Sunday, July 30, 2006

Cough cough! Second hand smoke! Ban smokers?

Smokers versus non-smokers are squaring off and it's going to a vote right here in beautiful Baytown, Texas, a predominantly blue-collar town. The smokers feel their rights as Americans are at stake and the non-ex-smokers say the smokers are violating their air space and their health. Some want to stop smokers from smoking in public…any public. Smokers who own businesses want to make the call themselves without laws stopping them.

Here is another of my perspectives.

Raising the price and taxing the fire out of tobacco products is not going to stop anyone addicted to nicotine. I myself was addicted for many years, but haven't had a smoke in 30 years, or do I want one.

Back in the early 70's a company named Laredo marketed a cigarette machine and kit that allowed everyone to roll their own, so they didn't have to pay that exorbitant .50 per pack. Outside the USA those same Cigs went for .23 per pack, so with a little fancy 'rithmatic, it can be estimated that they were already marked up times 2+. The Laredo machine caused some unexpected results that were many times quite humorous, but that’s another story.

I feel just as strongly as any non-smoker about the smell and dangers of cigarette/cigar/pipe smoke.

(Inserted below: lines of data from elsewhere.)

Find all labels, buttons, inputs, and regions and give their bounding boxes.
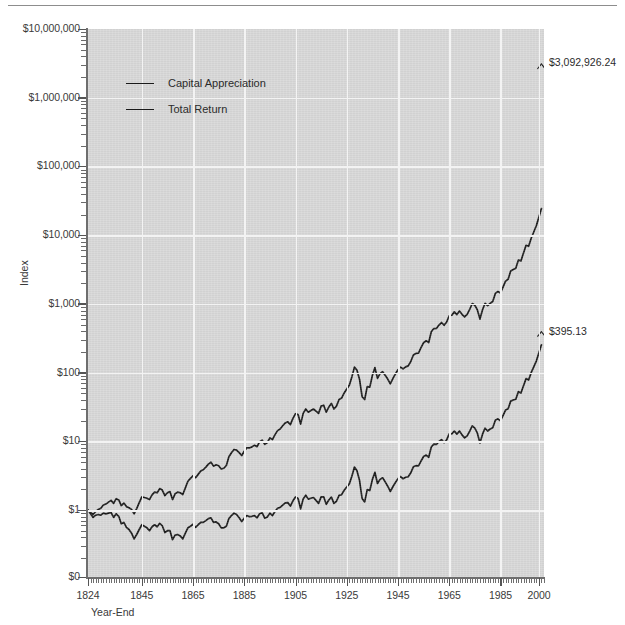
y-axis-tick-minor — [81, 250, 86, 251]
x-axis-tick-minor — [211, 578, 212, 583]
x-axis-tick-minor — [403, 578, 404, 583]
y-axis-tick-minor — [81, 134, 86, 135]
endpoint-label-total-return: $395.13 — [549, 325, 587, 337]
chart-figure: $10,000,000$1,000,000$100,000$10,000$1,0… — [0, 0, 625, 625]
x-axis-tick-minor — [511, 578, 512, 583]
y-axis-tick-minor — [81, 56, 86, 57]
x-axis-tick-minor — [477, 578, 478, 583]
x-axis-tick-label: 1985 — [489, 589, 512, 601]
x-axis-tick-minor — [385, 578, 386, 583]
x-axis-tick-minor — [329, 578, 330, 583]
x-axis-tick-minor — [252, 578, 253, 583]
x-axis-tick-major — [88, 578, 89, 586]
x-axis-tick-major — [296, 578, 297, 586]
x-axis-tick-minor — [354, 578, 355, 583]
y-axis-tick-minor — [81, 331, 86, 332]
x-axis-tick-minor — [378, 578, 379, 583]
x-axis-tick-minor — [498, 578, 499, 583]
y-axis-tick-minor — [81, 457, 86, 458]
y-axis-tick-minor — [81, 469, 86, 470]
x-axis-tick-minor — [344, 578, 345, 583]
x-axis-tick-minor — [249, 578, 250, 583]
x-axis-tick-minor — [196, 578, 197, 583]
x-axis-tick-minor — [152, 578, 153, 583]
x-axis-tick-minor — [326, 578, 327, 583]
x-axis-title: Year-End — [91, 606, 134, 618]
x-axis-tick-minor — [93, 578, 94, 583]
x-axis-tick-minor — [365, 578, 366, 583]
y-axis-tick-minor — [81, 50, 86, 51]
gridline-horizontal — [88, 166, 544, 168]
x-axis-tick-label: 1965 — [438, 589, 461, 601]
y-axis-tick-minor — [81, 525, 86, 526]
x-axis-tick-minor — [462, 578, 463, 583]
y-axis-tick-label: $1,000,000 — [28, 91, 80, 103]
x-axis-tick-label: 1905 — [284, 589, 307, 601]
x-axis-tick-minor — [216, 578, 217, 583]
x-axis-tick-minor — [447, 578, 448, 583]
x-axis-tick-minor — [393, 578, 394, 583]
x-axis-tick-minor — [460, 578, 461, 583]
x-axis-tick-minor — [426, 578, 427, 583]
y-axis-tick-major — [78, 29, 86, 31]
y-axis-tick-minor — [81, 173, 86, 174]
x-axis-tick-minor — [493, 578, 494, 583]
x-axis-tick-minor — [103, 578, 104, 583]
legend-item-label: Capital Appreciation — [168, 77, 266, 89]
x-axis-tick-minor — [490, 578, 491, 583]
x-axis-tick-minor — [226, 578, 227, 583]
x-axis-tick-minor — [214, 578, 215, 583]
x-axis-tick-minor — [431, 578, 432, 583]
x-axis-tick-minor — [406, 578, 407, 583]
y-axis-tick-minor — [81, 104, 86, 105]
x-axis-tick-minor — [98, 578, 99, 583]
x-axis-tick-minor — [541, 578, 542, 583]
legend-item-capital-appreciation: Capital Appreciation — [126, 70, 266, 96]
x-axis-tick-minor — [370, 578, 371, 583]
x-axis-tick-minor — [221, 578, 222, 583]
y-axis-tick-minor — [81, 521, 86, 522]
x-axis-tick-minor — [155, 578, 156, 583]
x-axis-tick-minor — [234, 578, 235, 583]
y-axis-tick-minor — [81, 36, 86, 37]
x-axis-tick-minor — [262, 578, 263, 583]
x-axis-tick-minor — [106, 578, 107, 583]
x-axis-tick-minor — [170, 578, 171, 583]
x-axis-tick-major — [142, 578, 143, 586]
x-axis-tick-minor — [480, 578, 481, 583]
x-axis-tick-minor — [116, 578, 117, 583]
x-axis-tick-minor — [411, 578, 412, 583]
y-axis-tick-major — [78, 372, 86, 374]
x-axis-tick-minor — [96, 578, 97, 583]
x-axis-tick-minor — [334, 578, 335, 583]
x-axis-tick-major — [347, 578, 348, 586]
x-axis-tick-major — [193, 578, 194, 586]
y-axis-tick-major — [78, 441, 86, 443]
y-axis-tick-label: $100 — [57, 366, 80, 378]
gridline-horizontal — [88, 510, 544, 512]
x-axis-tick-minor — [229, 578, 230, 583]
legend-item-total-return: Total Return — [126, 96, 266, 122]
x-axis-tick-minor — [267, 578, 268, 583]
y-axis-tick-minor — [81, 187, 86, 188]
x-axis-tick-minor — [485, 578, 486, 583]
y-axis-tick-minor — [81, 489, 86, 490]
x-axis-tick-minor — [232, 578, 233, 583]
x-axis-tick-minor — [416, 578, 417, 583]
x-axis-tick-minor — [109, 578, 110, 583]
x-axis-tick-minor — [162, 578, 163, 583]
y-axis-tick-major — [78, 97, 86, 99]
x-axis-tick-minor — [375, 578, 376, 583]
x-axis-tick-minor — [247, 578, 248, 583]
x-axis-tick-label: 1824 — [77, 589, 100, 601]
x-axis-tick-minor — [206, 578, 207, 583]
y-axis-tick-minor — [81, 477, 86, 478]
x-axis-tick-minor — [201, 578, 202, 583]
x-axis-tick-minor — [536, 578, 537, 583]
x-axis-tick-minor — [401, 578, 402, 583]
x-axis-tick-label: 1885 — [233, 589, 256, 601]
x-axis-tick-minor — [503, 578, 504, 583]
x-axis-tick-major — [539, 578, 540, 586]
x-axis-tick-minor — [132, 578, 133, 583]
x-axis-tick-minor — [467, 578, 468, 583]
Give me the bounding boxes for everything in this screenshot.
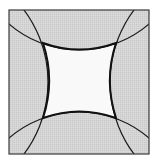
diagram-figure — [0, 0, 159, 166]
inner-curvilinear-region — [43, 43, 116, 118]
curvilinear-square-diagram — [0, 0, 159, 166]
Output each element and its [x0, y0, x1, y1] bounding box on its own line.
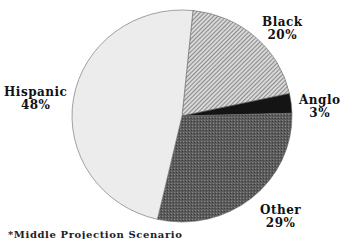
label-hispanic-pct: 48%	[4, 99, 67, 112]
label-anglo: Anglo 3%	[299, 94, 341, 120]
footnote: *Middle Projection Scenario	[8, 229, 182, 239]
label-hispanic: Hispanic 48%	[4, 86, 67, 112]
label-black: Black 20%	[262, 16, 303, 42]
label-anglo-pct: 3%	[299, 107, 341, 120]
label-other-pct: 29%	[260, 217, 301, 230]
label-black-pct: 20%	[262, 29, 303, 42]
label-other: Other 29%	[260, 204, 301, 230]
pie-slices	[72, 10, 292, 222]
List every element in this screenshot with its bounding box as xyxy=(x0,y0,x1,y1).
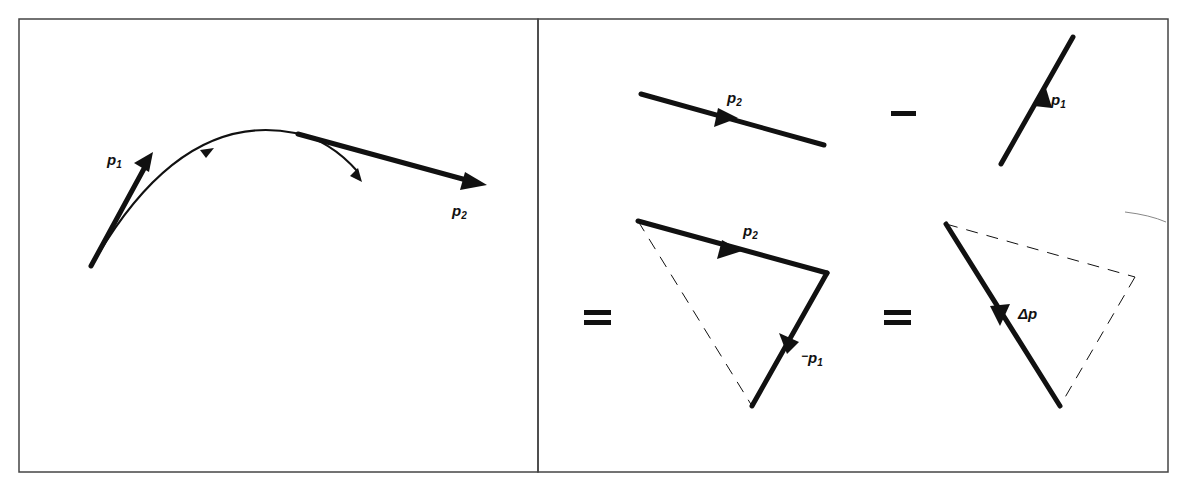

Smokers know that smoking has no benefits. It's very expensive, it makes you and everything you come in contact with stink, you can't go anywhere without your smokes and lighter, it is dangerous to your health, you are an outcast everywhere because you smoke and the newest bad thing added to the list is it causes hypothermia on cold days! Smokers live for that smoke right after they eat, because that's as good as a cigarette tastes anytime.

Drunken smokers occasionally light the filtered end and find out later they smoked more than their daily allotment, because the next day they have sore throats. Check their shirts and there's burn marks and holes...also in the car and on the couch.

Yuppers! Smokers know all this better than anyone, but raising the price and causing the whole community to be divided over the issue is counter-productive. We need to be patient as a culture and keep educating the young people on the dangers of tobacco use.

The insidious addiction of tobacco usage cannot be dealt with socially by upping the price till it creates a black market.

Tobacco users are increasingly being viewed as criminals and the old question comes up: "What vice or enjoyment will be next?" I'm told in Golden Colorado, a homeowner cannot smoke on his or her own front porch because folks have taken second hand smoke to the extreme. Tobacco users know not to smoke in peoples face and they don’t spit tobacco juice where non-users will find it offensive.

We need education, not more dad-gum laws that only make people mad and lawyers richer. I've said this before and I'll say it again; if we are not careful, we are going to tune and refine until no one has any liberty or freedom left.

1 comment:

Anonymous said...

I agree with everything you said. Soon, we will have no rights left at all.